An exhibition scheduled to display one of the few surviving 13th-century copies of Magna Carta at a top Beijing university was canceled at the last minute, a move political commentators said reflected the ruling Chinese Communist Party’s concern over the political implications of putting it on public view, Radio Free Asia reports.

An original copy of Magna Carta on view in New York City in 2007. The 800-year-old document written in Latin on sheepskin guarantees individual rights and holds the ruler subject to the law.
An original copy of Magna Carta on view in New York City in 2007. The 800-year-old document written in Latin on sheepskin guarantees individual rights and holds the ruler subject to the law.

The exhibition of the ancient document, signed by King John on July 15, 1215 after a rebellion by his nobles and putting defined limits on his power, was shifted to a less public format at the British embassy.

Renmin University said it was unable to gain official approval for the exhibition, the London Times quoted a university spokeswoman as saying.

The three-day viewing was relocated at short notice to the ambassador’s residence based on “administrative and logistical practicalities,” a foreign and Commonwealth Office spokesperson told Agence France-Presse.

Searches for Magna Carta in Chinese were unavailable on China’s Twitter-like service Sina Weibo Thursday, which returned only the message: “According to relevant laws and regulations, Magna Carta search results cannot be displayed.”

The Magna Carta, which encoded a number of ideas about the right of common people to have access to natural resources, about the reasonable exercise of state power and the natural and ancient liberties of ordinary people, is currently on a world tour to mark the 800th anniversary of its signing.

“No freeman is to be taken or imprisoned or [deprived] … of his liberties or free customs, or outlawed or exiled or in any way ruined,” the document pledges.

“To no-one will we sell or deny or delay right or justice.”

It demands reliable witnesses be brought to support accusations made by agents of the state, grants “all its ancient liberties and customs” to the city of London and other towns, and limits the use of land appropriation to specific circumstances.

In a country like China which follows a different political system, this document could strike a jarring chord, or fuel the arguments of those who press for greater democracy and separation of powers.

Li Xiaobing, director of the Western Pacific Institute at the University of Central Oklahoma, said the presence of the manuscript in Beijing has likely caused China’s leaders some discomfort.

He said late supreme leader Mao Zedong had already made it clear that the people’s democratic dictatorship was exactly that: a dictatorship.

“The party took political power from the barrel of a gun,” Li said, quoting Mao’s maxim. “Now, they talk about the rule of law, but it’s really the rule of the will of the party, of the party leaders; it’s all about the party’s position,” he said.

Conflict of ideas

Li said the public exhibition of the Magna Carta could be seen by some as an official endorsement of its contents.

“In terms of political considerations, exhibiting the Magna Carta at the People’s University will be seen as a reflection of party policy, as a reflection of what propaganda line on western democratic values is being supported by its leaders,” Li said.

“Moving the exhibition to the British Embassy is in effect a downgrade,” he said.

“But the thing is already in the country, so what can they do? They can’t just lock it up in a warehouse.”

US-based political commentator Liu Nianchun said Beijing had likely paid lip-service to the rare medieval manuscript.

“Of course, the UK must have had its own reasons for bringing the original manuscript of the Magna Carta to be exhibited in China: perhaps they hoped China would learn from their experience,” Liu said.

“But perhaps China has just paid lip-service to it: what they say in public and what they are really thinking are two different things,” he said.

According to Zhu Yongde, honorary professor at the Rochester Institute of Technology, the party may be worried that a public exhibition of the Magna Carta could give its young intellectuals ideas that it would rather they didn’t have.

“China is very worried that the Magna Carta will act as a big filip to the Chinese democracy movement,” Zhu said. “Especially to students and young people.”

Hu Jia, a prominent Chinese dissident, said he was not surprised that the exhibit was moved off the campus. He said that Renmin University had close ties to the Communist Party’s training academy and that the principles the document stood for were contrary to the party’s.

The shift of the exhibition venue took place just a week before China’s president, Xi Jinping, is scheduled to make a state visit to Britain, the first by a Chinese leader in a decade.

The British government has labeled 2015 a “golden year” in ties between the two countries, and it is eager to attract Chinese investment.
Magna Carta’s China tour is seen as part of a deepening of ties.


### TASK BRIEF
Copy out all lines in the data below containing the string "Peptides".

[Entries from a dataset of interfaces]
☆ ☆ ☆ ☆ ☆

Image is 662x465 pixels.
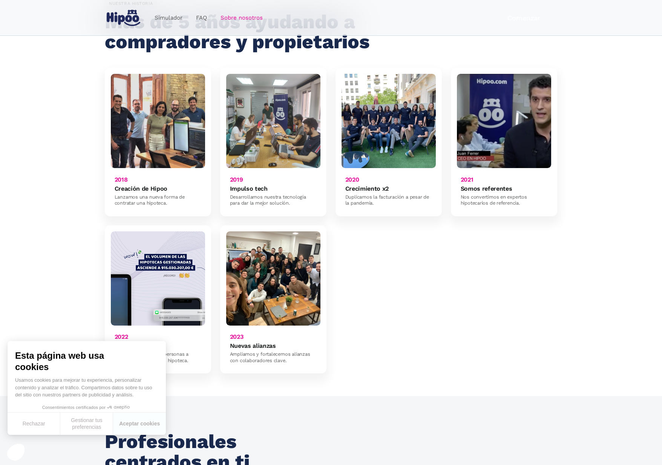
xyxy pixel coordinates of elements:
a: Simulador [148,11,189,25]
h6: 2021 [461,176,474,183]
h6: 2023 [230,333,244,341]
h6: Crecimiento x2 [346,185,389,192]
div: Duplicamos la facturación a pesar de la pandemia. [346,194,433,207]
h6: Somos referentes [461,185,513,192]
h6: 2018 [115,176,128,183]
h6: Nuevas alianzas [230,343,276,350]
h6: 2019 [230,176,243,183]
a: Comenzar [491,9,558,27]
a: home [105,7,142,29]
a: Sobre nosotros [214,11,270,25]
h6: 2020 [346,176,359,183]
div: Ampliamos y fortalecemos alianzas con colaboradores clave. [230,352,317,364]
h6: Creación de Hipoo [115,185,168,192]
a: FAQ [189,11,214,25]
h6: 2022 [115,333,128,341]
div: Desarrollamos nuestra tecnología para dar la mejor solución. [230,194,317,207]
div: Lanzamos una nueva forma de contratar una hipoteca. [115,194,202,207]
div: Nos convertimos en expertos hipotecarios de referencia. [461,194,548,207]
h2: Más de 5 años ayudando a compradores y propietarios [105,12,375,52]
h6: Impulso tech [230,185,268,192]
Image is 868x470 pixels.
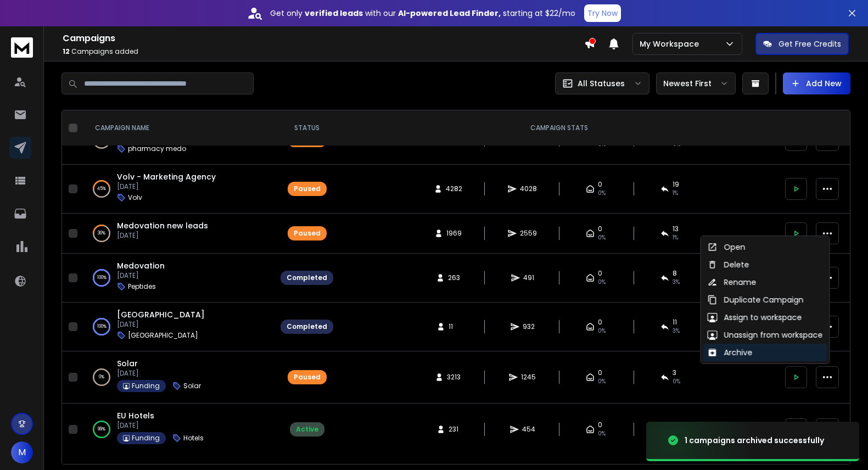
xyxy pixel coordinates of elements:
[82,214,274,254] td: 30%Medovation new leads[DATE]
[708,241,746,253] div: Open
[520,229,537,238] span: 2559
[598,224,603,233] span: 0
[598,327,605,336] span: 0%
[117,220,208,231] a: Medovation new leads
[708,259,750,270] div: Delete
[673,269,677,278] span: 8
[117,171,215,182] a: Volv - Marketing Agency
[779,38,841,50] p: Get Free Credits
[98,424,105,435] p: 99 %
[99,372,104,383] p: 0 %
[11,37,33,58] img: logo
[673,377,680,386] span: 0 %
[756,33,849,55] button: Get Free Credits
[117,309,205,320] a: [GEOGRAPHIC_DATA]
[62,32,584,45] h1: Campaigns
[520,184,537,193] span: 4028
[584,4,621,22] button: Try Now
[82,165,274,214] td: 45%Volv - Marketing Agency[DATE]Volv
[287,322,328,331] div: Completed
[673,278,680,287] span: 3 %
[708,329,823,340] div: Unassign from workspace
[117,182,215,191] p: [DATE]
[128,331,199,340] p: [GEOGRAPHIC_DATA]
[523,425,535,434] span: 454
[598,318,603,327] span: 0
[294,229,320,238] div: Paused
[117,231,208,240] p: [DATE]
[446,184,462,193] span: 4282
[82,303,274,352] td: 100%[GEOGRAPHIC_DATA][DATE][GEOGRAPHIC_DATA]
[447,373,461,382] span: 3213
[82,403,274,456] td: 99%EU Hotels[DATE]FundingHotels
[447,229,462,238] span: 1969
[523,322,535,331] span: 932
[783,72,851,94] button: Add New
[588,8,618,19] p: Try Now
[274,110,340,146] th: STATUS
[598,180,603,189] span: 0
[598,189,605,198] span: 0%
[304,8,363,19] strong: verified leads
[598,278,605,287] span: 0%
[598,369,603,377] span: 0
[128,282,156,291] p: Peptides
[117,271,165,280] p: [DATE]
[117,358,138,369] a: Solar
[82,352,274,403] td: 0%Solar[DATE]FundingSolar
[62,47,584,56] p: Campaigns added
[183,434,204,442] p: Hotels
[673,327,680,336] span: 3 %
[673,224,678,233] span: 13
[523,273,534,282] span: 491
[640,38,703,50] p: My Workspace
[117,320,205,329] p: [DATE]
[82,254,274,303] td: 100%Medovation[DATE]Peptides
[183,382,201,391] p: Solar
[673,189,678,198] span: 1 %
[656,72,736,94] button: Newest First
[449,322,459,331] span: 11
[97,321,107,332] p: 100 %
[673,369,677,377] span: 3
[294,373,320,382] div: Paused
[598,421,603,429] span: 0
[340,110,779,146] th: CAMPAIGN STATS
[708,295,804,305] div: Duplicate Campaign
[708,347,753,358] div: Archive
[708,277,757,288] div: Rename
[578,78,625,89] p: All Statuses
[598,377,605,386] span: 0%
[673,318,677,327] span: 11
[598,269,603,278] span: 0
[296,425,319,434] div: Active
[11,442,33,464] button: M
[98,228,105,239] p: 30 %
[117,410,154,421] a: EU Hotels
[128,193,142,202] p: Volv
[117,260,165,271] a: Medovation
[673,180,679,189] span: 19
[598,429,605,438] span: 0%
[128,144,186,153] p: pharmacy medo
[62,46,69,56] span: 12
[132,382,160,391] p: Funding
[398,8,501,19] strong: AI-powered Lead Finder,
[117,369,201,377] p: [DATE]
[287,273,328,282] div: Completed
[97,183,106,194] p: 45 %
[117,421,204,430] p: [DATE]
[708,312,802,323] div: Assign to workspace
[449,425,459,434] span: 231
[598,233,605,242] span: 0%
[82,110,274,146] th: CAMPAIGN NAME
[673,233,678,242] span: 1 %
[97,272,107,283] p: 100 %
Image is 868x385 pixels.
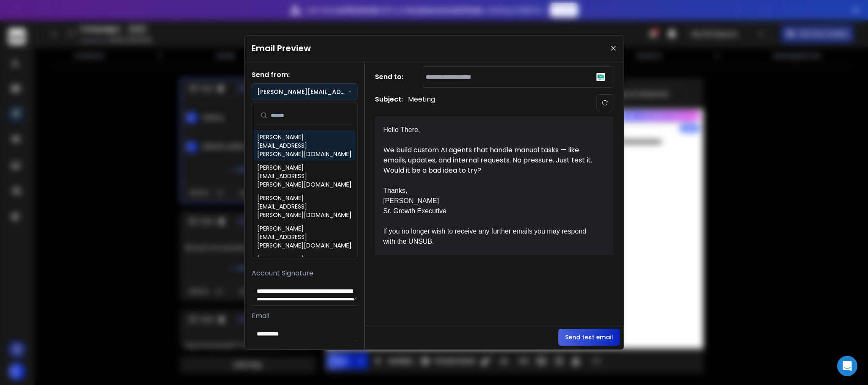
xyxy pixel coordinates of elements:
div: [PERSON_NAME][EMAIL_ADDRESS][PERSON_NAME][DOMAIN_NAME] [257,255,352,281]
span: Hello There, [383,126,421,133]
p: Email [252,312,357,322]
div: [PERSON_NAME] [383,196,595,206]
div: If you no longer wish to receive any further emails you may respond with the UNSUB. [383,227,595,247]
div: Thanks, [383,186,595,196]
p: Meeting [408,94,435,111]
div: [PERSON_NAME][EMAIL_ADDRESS][PERSON_NAME][DOMAIN_NAME] [257,194,352,219]
div: [PERSON_NAME][EMAIL_ADDRESS][PERSON_NAME][DOMAIN_NAME] [257,163,352,189]
div: [PERSON_NAME][EMAIL_ADDRESS][PERSON_NAME][DOMAIN_NAME] [257,224,352,250]
h1: Subject: [375,94,403,111]
div: [PERSON_NAME][EMAIL_ADDRESS][PERSON_NAME][DOMAIN_NAME] [257,133,352,158]
button: Send test email [559,329,619,346]
div: We build custom AI agents that handle manual tasks — like emails, updates, and internal requests.... [383,145,595,176]
div: Sr. Growth Executive [383,206,595,217]
h1: Send to: [375,72,409,83]
p: [PERSON_NAME][EMAIL_ADDRESS][PERSON_NAME][DOMAIN_NAME] [257,88,349,96]
h1: Send from: [252,70,357,80]
h1: Email Preview [252,42,311,54]
div: Open Intercom Messenger [837,356,858,377]
p: Account Signature [252,269,357,279]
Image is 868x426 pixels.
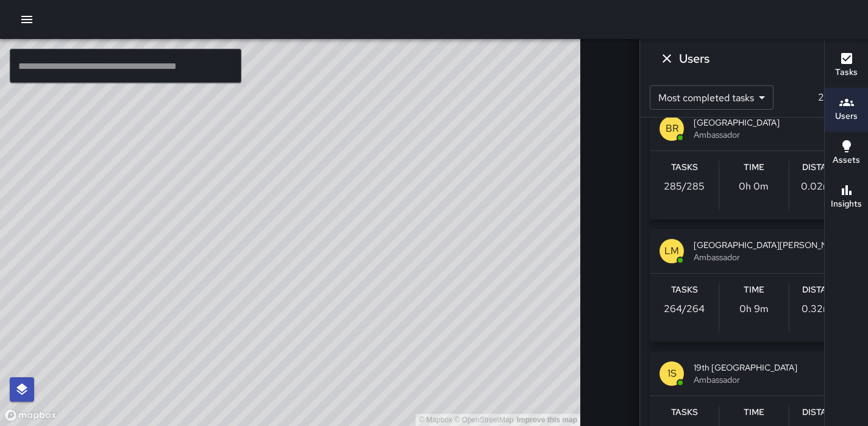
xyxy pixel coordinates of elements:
[694,374,849,386] span: Ambassador
[835,110,858,123] h6: Users
[654,46,679,71] button: Dismiss
[663,302,705,316] p: 264 / 264
[671,161,698,174] h6: Tasks
[694,362,849,374] span: 19th [GEOGRAPHIC_DATA]
[825,88,868,132] button: Users
[813,90,858,105] p: 25 users
[665,121,679,136] p: BR
[663,179,705,194] p: 285 / 285
[801,179,846,194] p: 0.02 miles
[743,161,764,174] h6: Time
[802,283,845,297] h6: Distance
[801,302,846,316] p: 0.32 miles
[835,66,858,79] h6: Tasks
[694,129,849,141] span: Ambassador
[650,230,858,342] button: LM[GEOGRAPHIC_DATA][PERSON_NAME]AmbassadorTasks264/264Time0h 9mDistance0.32miles
[825,176,868,219] button: Insights
[738,179,769,194] p: 0h 0m
[825,44,868,88] button: Tasks
[668,367,676,381] p: 1S
[831,198,862,211] h6: Insights
[694,239,849,251] span: [GEOGRAPHIC_DATA][PERSON_NAME]
[694,116,849,129] span: [GEOGRAPHIC_DATA]
[802,161,845,174] h6: Distance
[650,85,774,110] div: Most completed tasks
[664,244,679,258] p: LM
[739,302,769,316] p: 0h 9m
[671,406,698,420] h6: Tasks
[743,283,764,297] h6: Time
[679,49,710,68] h6: Users
[825,132,868,176] button: Assets
[671,283,698,297] h6: Tasks
[802,406,845,420] h6: Distance
[743,406,764,420] h6: Time
[694,251,849,263] span: Ambassador
[650,107,858,219] button: BR[GEOGRAPHIC_DATA]AmbassadorTasks285/285Time0h 0mDistance0.02miles
[833,154,860,167] h6: Assets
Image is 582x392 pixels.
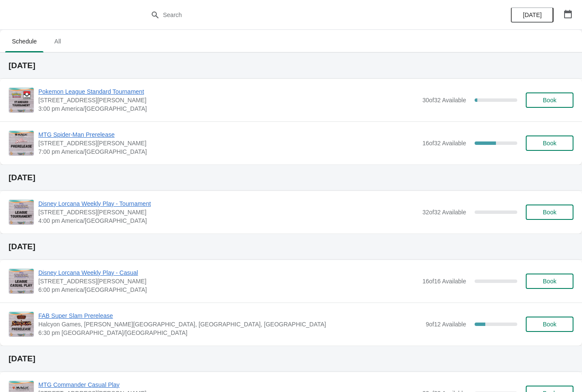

☆ ☆ ☆ ☆ ☆

### RESPONSE
[128,282,156,291] p: Peptides
[82,254,274,303] td: 100%Medovation[DATE]Peptides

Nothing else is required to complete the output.